Please consider an option to allow us to write id3v2 tags without Unicode encoding

I love Unicode.  I absolutely adore it.  My car stereo does not.  The car stereos of at least three of my friends do not.  If this were merely a computer player-related issue, I'd say "hey, write Unicode tags, it's 2012", but it's not.

The issue is how these older car stereos display id3v2 tags, and all three of it do it in the same way.  Instead of "Alva Noto - Xerrox Teion", it is displayed as "A_l_v_a_ _N_o_t_o_ _-_ _X_e_r_r_o_x_ _T_e_i_o_n_".  I take pride in the fact that my ~700 terabytes of mp3-based music is tagged correctly, meaningfully, and in accordance to my very picky specifications, and as much as it would please me if my car stereos (and those of the friends whom I run an MP3 server for) accepted Unicode data better, they simply do not, and messy display names runs counter to the entire reason I tag so pickily in the first place.

Also, given the amount of other issues that come up when I searched for "Unicode" in this forum, there are clearly other users who would be interested in writing plain ASCII data.

My primary goal is to use foobar2000 for more of my tagging work, and tag&rename for less of it, particularly because foobar2000 is better at honouring my wishes NOT to use id3v2 padding when I remove 2 GB artwork and replace it with 600x600 artwork.  Again, if all my listening was done in foobar2000 on my computer, I'd just use folder.jpg, save some space, and be done with it.  In the ugly world out there, however, many graphical car stereo systems and portable media players know what id3v2 artwork tags are, but treat folder.jpg as if it is beneath their notice, so I continue to use artwork tags.

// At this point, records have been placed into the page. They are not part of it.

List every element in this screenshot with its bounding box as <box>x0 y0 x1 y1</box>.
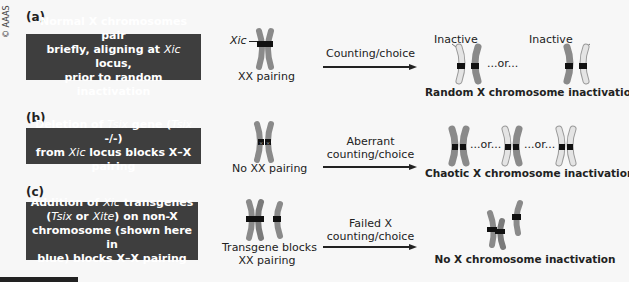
panel-c-line-2: (Tsix or Xite) on non-X <box>30 210 194 224</box>
panel-b-description-box: Deletion of Tsix gene (Tsix -/-) from Xi… <box>26 128 201 164</box>
or-text-b-1: ...or... <box>470 138 501 151</box>
panel-a-description-box: Normal X chromosomes pair briefly, align… <box>26 34 201 80</box>
arrow-b-label-line-2: counting/choice <box>323 148 418 161</box>
bottom-decorative-bar <box>0 277 78 282</box>
panel-c-line-3: chromosome (shown here in <box>30 224 194 252</box>
panel-b-line-2: from Xic locus blocks X–X pairing <box>30 146 197 174</box>
svg-text:×: × <box>259 140 263 146</box>
transgene-chromosomes-icon <box>244 200 286 240</box>
panel-a-line-2: briefly, aligning at Xic locus, <box>30 43 197 71</box>
panel-c-line-4: blue) blocks X–X pairing <box>30 252 194 266</box>
unpaired-x-chromosomes-icon: × × <box>251 123 277 161</box>
arrow-b-label-line-1: Aberrant <box>323 135 418 148</box>
panel-c-description-box: Addition of Xic transgenes (Tsix or Xite… <box>26 202 198 260</box>
transgene-caption-line-2: XX pairing <box>222 254 312 267</box>
xic-label: Xic <box>230 34 247 47</box>
arrow-b-line <box>323 166 410 168</box>
arrow-c-label-line-2: counting/choice <box>323 230 418 243</box>
result-c: No X chromosome inactivation <box>425 253 625 265</box>
transgene-caption-line-1: Transgene blocks <box>222 241 312 254</box>
transgene-blocks-caption: Transgene blocks XX pairing <box>222 241 312 267</box>
arrow-a-head-icon <box>409 64 417 70</box>
paired-x-chromosomes-icon <box>254 30 276 68</box>
or-text-a: ...or... <box>487 57 518 70</box>
random-inactivation-chromosomes-icon <box>450 45 610 85</box>
arrow-c-label-line-1: Failed X <box>323 217 418 230</box>
copyright-notice: © AAAS <box>2 6 11 38</box>
arrow-b-label: Aberrant counting/choice <box>323 135 418 161</box>
panel-b-line-1: Deletion of Tsix gene (Tsix -/-) <box>30 118 197 146</box>
arrow-a-label: Counting/choice <box>323 47 418 60</box>
xx-pairing-caption: XX pairing <box>238 70 294 83</box>
no-xx-pairing-caption: No XX pairing <box>232 162 298 175</box>
or-text-b-2: ...or... <box>524 138 555 151</box>
panel-a-line-3: prior to random inactivation <box>30 71 197 99</box>
panel-a-line-1: Normal X chromosomes pair <box>30 15 197 43</box>
svg-text:×: × <box>266 140 270 146</box>
no-inactivation-chromosomes-icon <box>486 201 526 251</box>
arrow-a-line <box>323 66 410 68</box>
arrow-c-line <box>323 246 410 248</box>
result-b: Chaotic X chromosome inactivation <box>425 167 625 179</box>
arrow-c-head-icon <box>409 244 417 250</box>
arrow-b-head-icon <box>409 164 417 170</box>
arrow-c-label: Failed X counting/choice <box>323 217 418 243</box>
result-a: Random X chromosome inactivation <box>425 86 625 98</box>
panel-c-line-1: Addition of Xic transgenes <box>30 196 194 210</box>
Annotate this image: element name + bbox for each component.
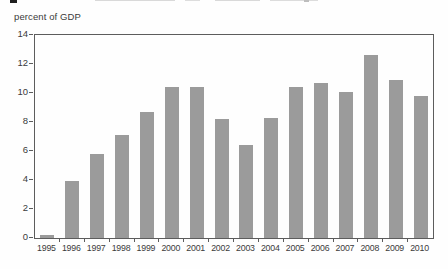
bar-2000 — [165, 87, 179, 238]
x-tick-mark — [283, 238, 284, 242]
figure-root: percent of GDP 0246810121419951996199719… — [0, 0, 448, 269]
bar-1995 — [40, 235, 54, 238]
x-tick-mark — [84, 238, 85, 242]
y-tick-label-0: 0 — [0, 232, 28, 242]
cropped-title-remnant — [270, 0, 318, 1]
x-tick-label-1999: 1999 — [133, 244, 159, 253]
bar-1998 — [115, 135, 129, 238]
cropped-title-remnant — [215, 0, 260, 1]
bar-2003 — [239, 145, 253, 238]
y-tick-label-14: 14 — [0, 29, 28, 39]
bar-1996 — [65, 181, 79, 238]
plot-area — [34, 34, 434, 239]
x-tick-mark — [333, 238, 334, 242]
x-tick-label-2001: 2001 — [183, 244, 209, 253]
bar-2002 — [215, 119, 229, 238]
x-tick-label-2010: 2010 — [407, 244, 433, 253]
y-tick-label-2: 2 — [0, 203, 28, 213]
x-tick-label-2009: 2009 — [382, 244, 408, 253]
x-tick-label-2005: 2005 — [282, 244, 308, 253]
x-tick-mark — [134, 238, 135, 242]
y-tick-label-10: 10 — [0, 87, 28, 97]
x-tick-label-1998: 1998 — [108, 244, 134, 253]
bar-2004 — [264, 118, 278, 238]
y-tick-label-12: 12 — [0, 58, 28, 68]
x-tick-mark — [59, 238, 60, 242]
y-tick-label-4: 4 — [0, 174, 28, 184]
bar-2001 — [190, 87, 204, 238]
bar-1999 — [140, 112, 154, 238]
x-tick-mark — [382, 238, 383, 242]
cropped-title-remnant — [304, 0, 309, 2]
cropped-title-remnant — [185, 0, 200, 1]
x-tick-label-2000: 2000 — [158, 244, 184, 253]
x-tick-mark — [208, 238, 209, 242]
x-tick-label-1997: 1997 — [83, 244, 109, 253]
x-tick-label-1995: 1995 — [33, 244, 59, 253]
y-tick-label-8: 8 — [0, 116, 28, 126]
y-tick-mark — [29, 92, 33, 93]
y-tick-label-6: 6 — [0, 145, 28, 155]
x-tick-mark — [258, 238, 259, 242]
y-tick-mark — [29, 34, 33, 35]
cropped-title-remnant — [10, 0, 17, 3]
y-tick-mark — [29, 63, 33, 64]
x-tick-label-2008: 2008 — [357, 244, 383, 253]
bar-2007 — [339, 92, 353, 238]
bar-2006 — [314, 83, 328, 238]
x-tick-mark — [183, 238, 184, 242]
x-tick-mark — [109, 238, 110, 242]
cropped-title-remnant — [95, 0, 175, 1]
bar-2008 — [364, 55, 378, 238]
bar-2005 — [289, 87, 303, 238]
x-tick-label-2006: 2006 — [307, 244, 333, 253]
bar-1997 — [90, 154, 104, 238]
x-tick-label-2004: 2004 — [257, 244, 283, 253]
x-tick-mark — [357, 238, 358, 242]
y-tick-mark — [29, 179, 33, 180]
x-tick-mark — [308, 238, 309, 242]
y-axis-title: percent of GDP — [14, 11, 81, 22]
bar-2009 — [389, 80, 403, 238]
x-tick-label-2002: 2002 — [208, 244, 234, 253]
x-tick-label-1996: 1996 — [58, 244, 84, 253]
x-tick-mark — [233, 238, 234, 242]
x-tick-mark — [407, 238, 408, 242]
x-tick-label-2007: 2007 — [332, 244, 358, 253]
bar-2010 — [414, 96, 428, 238]
x-tick-label-2003: 2003 — [232, 244, 258, 253]
y-tick-mark — [29, 150, 33, 151]
x-tick-mark — [158, 238, 159, 242]
y-tick-mark — [29, 208, 33, 209]
y-tick-mark — [29, 121, 33, 122]
y-tick-mark — [29, 237, 33, 238]
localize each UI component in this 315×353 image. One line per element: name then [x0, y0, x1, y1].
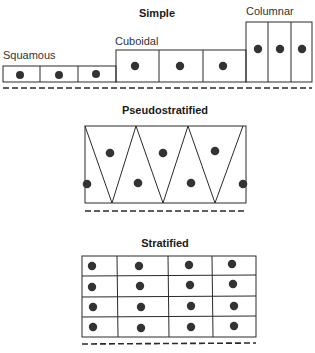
nucleus [228, 260, 236, 268]
nucleus [230, 302, 238, 310]
nucleus [176, 62, 184, 70]
nucleus [89, 303, 97, 311]
epithelium-diagram: Simple Squamous Cuboidal Columnar [0, 0, 315, 353]
nucleus [187, 302, 195, 310]
simple-section: Simple Squamous Cuboidal Columnar [3, 5, 312, 88]
columnar-epithelium: Columnar [246, 5, 312, 82]
pseudostratified-outline [85, 126, 246, 203]
cuboidal-epithelium: Cuboidal [115, 35, 246, 82]
nucleus [55, 71, 63, 79]
nucleus [185, 261, 193, 269]
nucleus [239, 180, 248, 189]
nucleus [134, 179, 143, 188]
nucleus [106, 149, 115, 158]
nucleus [137, 324, 145, 332]
cuboidal-label: Cuboidal [115, 35, 158, 47]
nucleus [83, 180, 92, 189]
col-divider [117, 256, 118, 337]
cell-boundaries [85, 126, 243, 203]
stratified-title: Stratified [141, 237, 189, 249]
nucleus [229, 280, 237, 288]
nucleus [131, 62, 139, 70]
nucleus [137, 303, 145, 311]
squamous-label: Squamous [3, 49, 56, 61]
nucleus [219, 62, 227, 70]
nucleus [88, 283, 96, 291]
nucleus [136, 282, 144, 290]
simple-title: Simple [139, 7, 175, 19]
nucleus [187, 323, 195, 331]
stratified-section: Stratified [82, 237, 256, 344]
nucleus [187, 179, 196, 188]
nucleus [254, 45, 262, 53]
pseudostratified-section: Pseudostratified [83, 104, 248, 211]
col-divider [168, 256, 169, 337]
nucleus [16, 71, 24, 79]
row-divider [82, 275, 256, 276]
pseudostratified-title: Pseudostratified [122, 104, 208, 116]
nucleus [135, 262, 143, 270]
nucleus [211, 147, 220, 156]
columnar-label: Columnar [246, 5, 294, 17]
nucleus [276, 45, 284, 53]
squamous-epithelium: Squamous [3, 49, 116, 82]
nucleus [159, 149, 168, 158]
nucleus [298, 45, 306, 53]
basement-membrane [82, 343, 256, 344]
nucleus [186, 281, 194, 289]
nucleus [92, 70, 100, 78]
col-divider [212, 256, 213, 337]
nucleus [88, 262, 96, 270]
nucleus [89, 323, 97, 331]
nucleus [230, 322, 238, 330]
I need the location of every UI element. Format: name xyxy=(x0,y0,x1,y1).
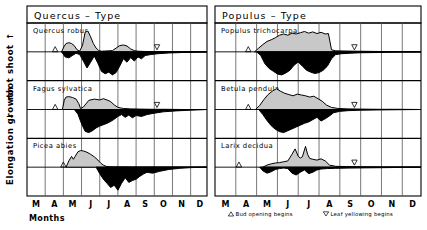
panel-populus-type: Populus – TypePopulus trichocarpaBetula … xyxy=(215,6,421,209)
leaf-yellowing-marker xyxy=(154,45,159,50)
species-plot: Quercus robur xyxy=(27,27,207,75)
species-plot: Picea abies xyxy=(27,142,207,190)
shoot-growth-area xyxy=(62,97,207,110)
species-name: Fagus sylvatica xyxy=(33,85,92,93)
month-tick-O: O xyxy=(368,200,375,209)
month-tick-A: A xyxy=(124,200,131,209)
month-tick-M: M xyxy=(68,200,76,209)
root-growth-area xyxy=(62,52,207,75)
month-tick-J: J xyxy=(306,200,310,209)
legend-bud-opening-label: Bud opening begins xyxy=(236,211,293,218)
month-tick-A: A xyxy=(326,200,333,209)
month-tick-D: D xyxy=(196,200,203,209)
month-tick-S: S xyxy=(142,200,148,209)
species-plot: Betula pendula xyxy=(215,85,421,133)
bud-opening-marker xyxy=(236,162,241,167)
panel-quercus-type: Quercus – TypeQuercus roburFagus sylvati… xyxy=(27,6,207,209)
leaf-yellowing-marker xyxy=(352,102,357,107)
bud-opening-marker xyxy=(52,104,57,109)
bud-opening-marker xyxy=(52,47,57,52)
figure-root: Quercus – TypeQuercus roburFagus sylvati… xyxy=(0,0,427,230)
figure-canvas: Quercus – TypeQuercus roburFagus sylvati… xyxy=(0,0,427,230)
bud-opening-marker xyxy=(246,104,251,109)
month-tick-M: M xyxy=(32,200,40,209)
legend-leaf-yellowing-label: Leaf yellowing begins xyxy=(331,211,393,218)
month-tick-M: M xyxy=(221,200,229,209)
y-axis-sublabel: root shoot xyxy=(5,44,15,100)
shoot-direction-arrow: ↑ xyxy=(5,32,15,40)
month-tick-M: M xyxy=(263,200,271,209)
legend-bud-opening-icon xyxy=(228,212,233,216)
species-name: Populus trichocarpa xyxy=(221,27,298,35)
shoot-growth-area xyxy=(66,151,207,168)
month-tick-J: J xyxy=(106,200,110,209)
month-tick-J: J xyxy=(88,200,92,209)
month-tick-N: N xyxy=(389,200,396,209)
root-growth-area xyxy=(260,167,421,175)
species-name: Betula pendula xyxy=(221,85,280,93)
month-tick-N: N xyxy=(178,200,185,209)
shoot-growth-area xyxy=(256,89,421,110)
root-direction-arrow: ↓ xyxy=(5,112,15,120)
species-name: Quercus robur xyxy=(33,27,88,35)
species-plot: Larix decidua xyxy=(215,142,421,175)
leaf-yellowing-marker xyxy=(352,45,357,50)
root-growth-area xyxy=(74,110,207,133)
shoot-growth-area xyxy=(263,146,421,167)
bud-opening-marker xyxy=(246,47,251,52)
species-plot: Fagus sylvatica xyxy=(27,85,207,133)
species-name: Picea abies xyxy=(33,142,77,150)
panel-title: Quercus – Type xyxy=(34,10,121,21)
month-tick-D: D xyxy=(409,200,416,209)
month-tick-J: J xyxy=(285,200,289,209)
month-tick-A: A xyxy=(243,200,250,209)
legend-leaf-yellowing-icon xyxy=(323,212,328,216)
root-growth-area xyxy=(257,52,421,75)
y-axis-label: Elongation growth xyxy=(5,86,15,185)
x-axis-label: Months xyxy=(29,214,65,223)
leaf-yellowing-marker xyxy=(352,160,357,165)
month-tick-S: S xyxy=(347,200,353,209)
panel-title: Populus – Type xyxy=(222,10,307,21)
species-plot: Populus trichocarpa xyxy=(215,27,421,75)
species-name: Larix decidua xyxy=(221,142,273,150)
month-tick-A: A xyxy=(51,200,58,209)
month-tick-O: O xyxy=(160,200,167,209)
leaf-yellowing-marker xyxy=(154,102,159,107)
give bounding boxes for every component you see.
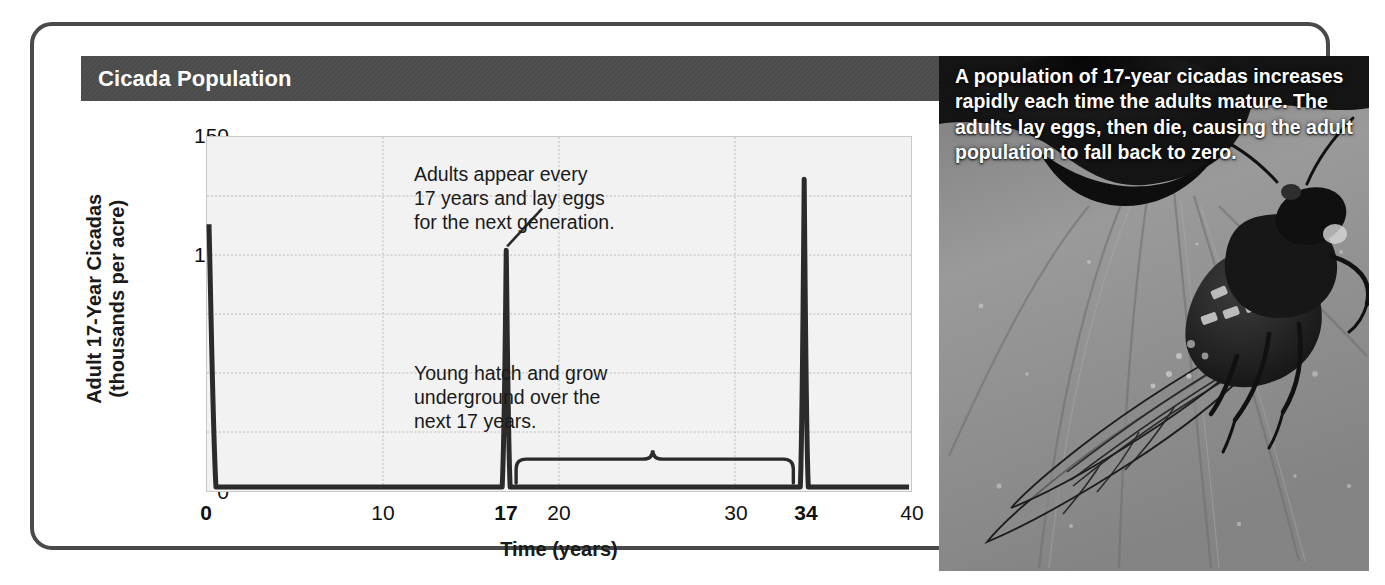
x-tick-40: 40 (877, 501, 947, 525)
photo-caption: A population of 17-year cicadas increase… (955, 64, 1355, 165)
brace-17-to-34 (516, 450, 793, 483)
cicada-photo: A population of 17-year cicadas increase… (939, 56, 1369, 571)
x-tick-0: 0 (171, 501, 241, 525)
y-axis-title-line1: Adult 17-Year Cicadas (83, 134, 106, 464)
y-axis-title: Adult 17-Year Cicadas (thousands per acr… (83, 134, 129, 464)
annotation-adults-appear: Adults appear every 17 years and lay egg… (414, 162, 615, 235)
x-tick-10: 10 (348, 501, 418, 525)
annotation-young-hatch: Young hatch and grow underground over th… (414, 361, 607, 434)
figure-frame: Cicada Population Adult 17-Year Cicadas … (30, 22, 1330, 550)
page-title: Cicada Population (98, 66, 292, 92)
x-axis-title: Time (years) (206, 538, 912, 561)
x-tick-20: 20 (524, 501, 594, 525)
y-axis-title-line2: (thousands per acre) (106, 134, 129, 464)
x-tick-34: 34 (771, 501, 841, 525)
x-tick-30: 30 (701, 501, 771, 525)
figure-title-bar: Cicada Population (81, 56, 941, 101)
chart-region: Adult 17-Year Cicadas (thousands per acr… (81, 101, 941, 571)
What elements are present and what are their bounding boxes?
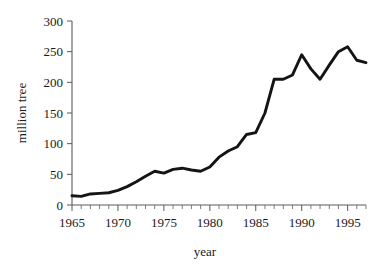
y-tick-label: 300	[44, 14, 64, 29]
y-axis-tick-labels: 050100150200250300	[44, 14, 64, 213]
data-series-group	[72, 47, 366, 197]
x-tick-label: 1970	[105, 215, 131, 230]
chart-figure: 050100150200250300 million tree 19651970…	[0, 0, 380, 272]
y-tick-label: 200	[44, 75, 64, 90]
x-tick-label: 1980	[197, 215, 223, 230]
x-axis-minor-ticks	[72, 205, 366, 211]
data-series-line	[72, 47, 366, 197]
y-tick-label: 0	[57, 198, 64, 213]
x-tick-label: 1975	[151, 215, 177, 230]
y-tick-label: 50	[50, 167, 63, 182]
line-chart: 050100150200250300 million tree 19651970…	[0, 0, 380, 272]
x-axis-title: year	[194, 244, 217, 259]
y-axis-group: 050100150200250300 million tree	[14, 14, 72, 213]
x-tick-label: 1985	[243, 215, 269, 230]
y-axis-ticks	[67, 21, 72, 205]
x-tick-label: 1965	[59, 215, 85, 230]
x-tick-label: 1995	[335, 215, 361, 230]
y-tick-label: 100	[44, 136, 64, 151]
y-tick-label: 250	[44, 44, 64, 59]
y-axis-title: million tree	[14, 83, 29, 144]
x-axis-group: 1965197019751980198519901995 year	[59, 205, 366, 259]
x-tick-label: 1990	[289, 215, 315, 230]
y-tick-label: 150	[44, 106, 64, 121]
x-axis-tick-labels: 1965197019751980198519901995	[59, 215, 361, 230]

Please won't you think of the children?

 

Allow writing non-unicode id3v2 tags. Please.

Reply #2
I really feel your pain about the car stereos, I've been thinking about introducing some kind of "write dumbed down ID3v2 tags" option for such cases, but it just occurred to me:
Why don't you just write ID3v1 tags only to files that you use with your car stereo? I'm aware that longer values will be truncated etc, but it sounds like that could be acceptable in this scenario since the car player cannot "losslessly" render text from the tags anyway?
Microsoft Windows: We can't script here, this is bat country.

Allow writing non-unicode id3v2 tags. Please.

Reply #3
Adding to the discussion, there was a point in time where foobar2000 wrote any fields which were purely ASCII text as ASCII encoded, while leaving any Unicode fields as Unicode, since the tag format allegedly supports that. Unfortunately, a number of poorly designed players, including hardware players, choked badly on that. They behaved as if the tags were actually Unicode, and displayed garbage. Come to think of it, I think iTunes may be among the players which barf on ASCII encoded ID3v2 tags, or at least tags consisting of both Unicode and ASCII fields.

Allow writing non-unicode id3v2 tags. Please.

Reply #4
I really feel your pain about the car stereos, I've been thinking about introducing some kind of "write dumbed down ID3v2 tags" option for such cases, but it just occurred to me:
Why don't you just write ID3v1 tags only to files that you use with your car stereo? I'm aware that longer values will be truncated etc, but it sounds like that could be acceptable in this scenario since the car player cannot "losslessly" render text from the tags anyway?

I synchronize tags from id3v2 to id3v1 as one of the final steps in tag normalization, so it seems the stereo is reading id3v2 tags when both are present.

Allow writing non-unicode id3v2 tags. Please.

Reply #5
I think he was suggesting to axe the ID3v2 tags entirely when preparing for your car stereo.

Allow writing non-unicode id3v2 tags. Please.

Reply #6
I always use TagScanner to convert unicode tags into plain ASCII.